In 1988, an American team was on a locust-spraying mission to Western Africa. On December 8 of the same year, the civilians who were boarding two planes, commissioned by the U.S. Agency for International Development to spray locust, were heading to Agadir, Morocco.
Their plan, after leaving Dakar, was to join the battle against locusts in the capital of the Souss region. On their way to Morocco, however, the two planes suffered a missile attack by, what was referred to at the time, as «unknown assailants».
The attack, believed to have been orchestrated by the Polisario militias, shot down the first plane, killing all five crewmembers. In the same attack, the second plane, a DC-7, was damaged and forced down on one engine.
The two DC-7s were owned by T&G Aviation of Chandler, Arizona, which has a contract with AID, Associated Press wrote at the time.
A wrecked plane and a damaged one
While the first plane wrecked, the second one, with five other civilians onboard, managed to land safely in a Sidi Ifni airfield and reported no casualties.
Sergio Tommasoni, a co-owner of the aviation company that owned the two planes and the crew chief of the second plane, told AsP on December 10 that all four men abroad the plane survived and were reported safe in Agadir.
«We were just flying along at about 11,000 feet when, all of a sudden, the first airplane was hit», he recalled. «We saw the smoke and a big ball of fire. One of the engines was in flames. The plane started losing altitude, and then the right wing blew off. I knew they were in trouble, but we had problems of our own», he added.
Indeed, the two planes were fired near where «Marxist rebels have been fighting Morocco for an independent Western Sahara», wrote the same source, referring to Polisario members.
One day after the attack, the US embassy in Rabat reported that the wreckage of the fired down DC-7 lays in «Western Sahara within a 25-mile-wide strip between Mauritania and the most forward positions along a 2,000-mile defense wall built by Morocco».
The statement was later followed by that of US military experts who stressed that the wreckage of the plane was located a few miles east of Bir Lahlou, a desert outpost located between the sand wall and the Mauritanian border. The spot, according to the same source, was located about 1,047 kilometers south of Rabat.
According to AP, the locust-spraying plane exploded at an altitude of about 10,000 feet.
The Polisario blames the incident on Morocco
Reacting to the attack, the State Department said that the FBI was investigating the case to determine who fired the missile at the planes. Meanwhile, American officials alleged that the attackers may have thought the planes were Moroccan.
Morocco also issued a statement denouncing what it called an «act of barbarism» and regretting that the victims were «shot down coldly while they were fulfilling a humanitarian duty».
The Polisario, which was blamed for the attack, had its North American representative at the time, Madjid Abdullah, say that «it would do everything possible to shed full light on this tragic and unfortunate incident».
The Polisario said that it had «no interest in creating an incident with the United States and declared that Morocco must assume responsibility for sending civilian planes over an area with a huge concentration of Polisario forces», AP wrote, following the crashes.
The attack happened only a few years before Morocco and the Polisario signed a ceasefire agreement.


An exact copy of all the entries is what is needed here.

__DATA__.
◆ ◆ ◆ ◆ ◆

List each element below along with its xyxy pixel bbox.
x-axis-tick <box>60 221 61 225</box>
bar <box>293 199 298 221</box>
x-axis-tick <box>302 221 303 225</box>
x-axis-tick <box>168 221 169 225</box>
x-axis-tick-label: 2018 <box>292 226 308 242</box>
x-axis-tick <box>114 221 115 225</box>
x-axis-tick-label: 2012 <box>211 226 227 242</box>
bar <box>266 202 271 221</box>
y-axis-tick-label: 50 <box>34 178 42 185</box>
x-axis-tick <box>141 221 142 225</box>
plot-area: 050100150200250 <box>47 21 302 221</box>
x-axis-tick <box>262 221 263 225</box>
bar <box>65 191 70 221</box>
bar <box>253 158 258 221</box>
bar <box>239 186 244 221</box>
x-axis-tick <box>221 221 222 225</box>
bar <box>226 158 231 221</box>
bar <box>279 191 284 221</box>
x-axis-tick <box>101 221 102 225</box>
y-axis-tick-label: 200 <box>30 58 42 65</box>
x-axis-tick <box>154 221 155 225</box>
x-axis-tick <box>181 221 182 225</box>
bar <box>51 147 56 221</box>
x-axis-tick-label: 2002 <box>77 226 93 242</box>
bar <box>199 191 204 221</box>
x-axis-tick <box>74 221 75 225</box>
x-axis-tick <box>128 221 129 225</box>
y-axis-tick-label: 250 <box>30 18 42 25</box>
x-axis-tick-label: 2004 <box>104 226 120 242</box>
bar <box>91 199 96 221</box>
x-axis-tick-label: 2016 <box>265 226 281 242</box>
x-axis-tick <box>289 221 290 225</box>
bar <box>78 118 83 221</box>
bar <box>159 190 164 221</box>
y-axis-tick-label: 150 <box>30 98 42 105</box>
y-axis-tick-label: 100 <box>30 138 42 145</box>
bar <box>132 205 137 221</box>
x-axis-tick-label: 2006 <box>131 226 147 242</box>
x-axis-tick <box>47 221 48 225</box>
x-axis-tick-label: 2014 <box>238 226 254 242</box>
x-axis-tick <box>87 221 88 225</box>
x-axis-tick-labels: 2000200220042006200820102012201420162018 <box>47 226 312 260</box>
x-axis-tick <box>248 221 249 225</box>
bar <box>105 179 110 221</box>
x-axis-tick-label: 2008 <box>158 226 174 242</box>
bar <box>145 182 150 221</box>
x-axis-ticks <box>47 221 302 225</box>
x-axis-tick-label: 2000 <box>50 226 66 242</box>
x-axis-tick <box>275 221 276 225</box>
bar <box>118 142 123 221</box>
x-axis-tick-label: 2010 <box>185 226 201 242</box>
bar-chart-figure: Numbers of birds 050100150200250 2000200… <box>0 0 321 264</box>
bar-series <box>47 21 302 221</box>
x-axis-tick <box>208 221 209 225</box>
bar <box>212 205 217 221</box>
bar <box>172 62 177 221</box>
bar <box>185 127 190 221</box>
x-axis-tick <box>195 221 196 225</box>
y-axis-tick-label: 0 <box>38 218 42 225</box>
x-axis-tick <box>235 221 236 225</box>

◆ ◆ ◆ ◆ ◆

__RESULT OF THIS TASK__.
List each element below along with its xyxy pixel bbox.
x-axis-tick <box>60 221 61 225</box>
bar <box>293 199 298 221</box>
x-axis-tick <box>302 221 303 225</box>
x-axis-tick <box>168 221 169 225</box>
x-axis-tick-label: 2018 <box>292 226 308 242</box>
x-axis-tick <box>114 221 115 225</box>
x-axis-tick-label: 2012 <box>211 226 227 242</box>
bar <box>266 202 271 221</box>
y-axis-tick-label: 50 <box>34 178 42 185</box>
x-axis-tick <box>141 221 142 225</box>
plot-area: 050100150200250 <box>47 21 302 221</box>
x-axis-tick <box>262 221 263 225</box>
bar <box>65 191 70 221</box>
bar <box>253 158 258 221</box>
bar <box>239 186 244 221</box>
x-axis-tick <box>221 221 222 225</box>
bar <box>226 158 231 221</box>
bar <box>279 191 284 221</box>
x-axis-tick <box>101 221 102 225</box>
y-axis-tick-label: 200 <box>30 58 42 65</box>
x-axis-tick <box>154 221 155 225</box>
x-axis-tick <box>181 221 182 225</box>
bar <box>51 147 56 221</box>
x-axis-tick-label: 2002 <box>77 226 93 242</box>
bar <box>199 191 204 221</box>
x-axis-tick <box>74 221 75 225</box>
x-axis-tick <box>128 221 129 225</box>
y-axis-tick-label: 250 <box>30 18 42 25</box>
x-axis-tick-label: 2004 <box>104 226 120 242</box>
bar <box>91 199 96 221</box>
x-axis-tick-label: 2016 <box>265 226 281 242</box>
x-axis-tick <box>289 221 290 225</box>
bar <box>78 118 83 221</box>
bar <box>159 190 164 221</box>
y-axis-tick-label: 150 <box>30 98 42 105</box>
y-axis-tick-label: 100 <box>30 138 42 145</box>
bar <box>132 205 137 221</box>
x-axis-tick-label: 2006 <box>131 226 147 242</box>
x-axis-tick <box>47 221 48 225</box>
x-axis-tick-label: 2014 <box>238 226 254 242</box>
x-axis-tick <box>87 221 88 225</box>
x-axis-tick-labels: 2000200220042006200820102012201420162018 <box>47 226 312 260</box>
x-axis-tick <box>248 221 249 225</box>
bar <box>105 179 110 221</box>
x-axis-tick-label: 2008 <box>158 226 174 242</box>
bar <box>145 182 150 221</box>
x-axis-ticks <box>47 221 302 225</box>
x-axis-tick-label: 2000 <box>50 226 66 242</box>
x-axis-tick <box>275 221 276 225</box>
bar <box>118 142 123 221</box>
x-axis-tick-label: 2010 <box>185 226 201 242</box>
bar-chart-figure: Numbers of birds 050100150200250 2000200… <box>0 0 321 264</box>
bar-series <box>47 21 302 221</box>
x-axis-tick <box>208 221 209 225</box>
bar <box>212 205 217 221</box>
bar <box>172 62 177 221</box>
bar <box>185 127 190 221</box>
x-axis-tick <box>195 221 196 225</box>
y-axis-tick-label: 0 <box>38 218 42 225</box>
x-axis-tick <box>235 221 236 225</box>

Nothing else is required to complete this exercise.